We include a configuration file for the deployment of this Helm chart that will provide useful initial settings for observability of CloudNativePG clusters.
Installation
If you don’t have Helm installed yet, please follow the instructions to install it in your system.
We need to add the prometheus-community helm chart repository, and
then install the Kube Prometheus stack with our sample configuration
We can accomplish this with the following commands:
helm repo add prometheus-community \
https://prometheus-community.github.io/helm-charts
helm upgrade --install \
-f https://raw.githubusercontent.com/cloudnative-pg/cloudnative-pg/main/docs/src/https://raw.githubusercontent.com/cloudnative-pg/cloudnative-pg/main/docs/src/samples/monitoring/kube-stack-config.yaml \
prometheus-community \
prometheus-community/kube-prometheus-stack
After completion, you will have Prometheus, Grafana, and Alert Manager,
configured with the kube-stack-config.yaml file:
From the Prometheus installation, you will have the Prometheus Operator watching for any
PodMonitor(see *monitoring* ).Alert Manager and Grafana are both enabled.
Note
For further information about the above helm commands, refer to the helm install
documentation.
You can see several Custom Resources have been created:
% kubectl get crds
NAME CREATED AT
…
alertmanagers.monitoring.coreos.com <timestamp>
…
prometheuses.monitoring.coreos.com <timestamp>
prometheusrules.monitoring.coreos.com <timestamp>
…
as well as a series of Services:
% kubectl get svc
NAME TYPE PORT(S)
… … …
prometheus-community-grafana ClusterIP 80/TCP
prometheus-community-kube-alertmanager ClusterIP 9093/TCP
prometheus-community-kube-operator ClusterIP 443/TCP
prometheus-community-kube-prometheus ClusterIP 9090/TCP
Viewing with Prometheus
At this point, a CloudNativePG cluster deployed with monitoring activated would be observable via Prometheus.

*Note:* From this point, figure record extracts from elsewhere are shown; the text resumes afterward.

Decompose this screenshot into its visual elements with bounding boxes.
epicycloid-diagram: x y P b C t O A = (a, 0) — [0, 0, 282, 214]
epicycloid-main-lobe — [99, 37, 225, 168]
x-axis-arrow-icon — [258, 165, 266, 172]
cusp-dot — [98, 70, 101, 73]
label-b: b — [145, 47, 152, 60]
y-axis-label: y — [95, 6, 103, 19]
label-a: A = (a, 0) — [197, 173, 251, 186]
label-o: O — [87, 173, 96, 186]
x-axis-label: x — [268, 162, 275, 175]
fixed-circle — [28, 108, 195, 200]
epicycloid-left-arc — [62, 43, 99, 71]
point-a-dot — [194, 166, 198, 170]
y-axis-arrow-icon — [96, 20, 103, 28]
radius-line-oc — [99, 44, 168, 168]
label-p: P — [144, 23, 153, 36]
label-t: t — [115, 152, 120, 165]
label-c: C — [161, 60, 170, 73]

For example, you could deploy a simple cluster with PodMonitor
enabled:
kubectl apply -f - <<EOF
- --
apiVersion: postgresql.cnpg.io/v1
kind: Cluster
metadata:
name: cluster-with-metrics
spec:
instances: 3
storage:
size: 1Gi
- --
apiVersion: monitoring.coreos.com/v1
kind: PodMonitor
metadata:
name: cluster-with-metrics
spec:
selector:
matchLabels:
cnpg.io/cluster: cluster-with-metrics
podMetricsEndpoints:
- port: metrics
EOF
To access Prometheus, port-forward the Prometheus service:
kubectl port-forward svc/prometheus-community-kube-prometheus 9090
Then access the Prometheus console locally at: http://localhost:9090/
You should find a series of metrics relating to CloudNativePG clusters. Please refer to the monitoring section for more information.
local prometheus
You can also monitor the CloudNativePG operator by creating a PodMonitor to target it. See the relevant section in the monitoring page .

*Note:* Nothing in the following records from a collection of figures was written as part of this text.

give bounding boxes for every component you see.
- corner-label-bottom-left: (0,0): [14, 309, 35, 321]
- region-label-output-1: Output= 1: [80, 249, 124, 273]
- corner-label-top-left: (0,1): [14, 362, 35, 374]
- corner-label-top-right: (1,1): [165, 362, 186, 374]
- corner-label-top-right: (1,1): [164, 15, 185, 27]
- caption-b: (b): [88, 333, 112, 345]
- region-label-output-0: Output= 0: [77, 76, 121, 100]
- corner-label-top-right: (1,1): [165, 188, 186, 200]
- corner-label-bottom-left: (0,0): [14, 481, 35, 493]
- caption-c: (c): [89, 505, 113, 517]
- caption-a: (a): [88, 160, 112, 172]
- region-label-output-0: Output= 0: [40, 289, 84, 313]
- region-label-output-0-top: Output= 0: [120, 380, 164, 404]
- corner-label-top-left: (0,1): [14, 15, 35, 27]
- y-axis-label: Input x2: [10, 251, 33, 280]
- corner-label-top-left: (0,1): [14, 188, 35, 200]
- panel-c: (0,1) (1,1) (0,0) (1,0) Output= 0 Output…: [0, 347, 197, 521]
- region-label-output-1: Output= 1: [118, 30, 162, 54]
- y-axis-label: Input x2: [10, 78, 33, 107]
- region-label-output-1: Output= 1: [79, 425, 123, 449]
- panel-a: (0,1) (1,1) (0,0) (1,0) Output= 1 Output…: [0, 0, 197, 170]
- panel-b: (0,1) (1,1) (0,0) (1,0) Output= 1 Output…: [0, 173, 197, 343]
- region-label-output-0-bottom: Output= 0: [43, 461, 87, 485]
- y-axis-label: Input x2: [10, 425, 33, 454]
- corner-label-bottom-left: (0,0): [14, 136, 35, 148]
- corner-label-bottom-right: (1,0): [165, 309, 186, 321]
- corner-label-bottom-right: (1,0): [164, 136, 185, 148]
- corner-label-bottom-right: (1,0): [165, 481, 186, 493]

You can define some alerts by creating a prometheusRule :
kubectl apply -f \
https://raw.githubusercontent.com/cloudnative-pg/cloudnative-pg/main/docs/src/https://raw.githubusercontent.com/cloudnative-pg/cloudnative-pg/main/docs/src/samples/monitoring/prometheusrule.yaml
You should see the default alerts now:
% kubectl get prometheusrules
NAME AGE
cnpg-default-alerts 3m27s
In the Prometheus console, you can click on the Alerts menu to see the alerts we just installed.
Grafana Dashboard
In our installation so far, Grafana is deployed with no predefined dashboards.
To open Grafana, you can port-forward the grafana service:
kubectl port-forward svc/prometheus-community-grafana 3000:80
and access Grafana locally at http://localhost:3000/
providing the credentials admin as username, prom-operator as
password (defined in kube-stack-config.yaml ).
CloudNativePG provides a default dashboard for Grafana in the dedicated grafana-dashboards . You can download the file grafana-dashboard.json
and manually import it via the GUI (menu: Dashboards > New > Import).
You can now click on the CloudNativePG dashboard just created:
local grafana
Warning
Some graphs in the previous dashboard make use of metrics that are in alpha stage by the time this was created, like kubelet_volume_stats_available_bytes and kubelet_volume_stats_capacity_bytes producing some graphs to show No data .
Note that in our local setup, Prometheus and Grafana are configured to automatically discover and monitor any CloudNativePG clusters deployed with the Monitoring feature enabled.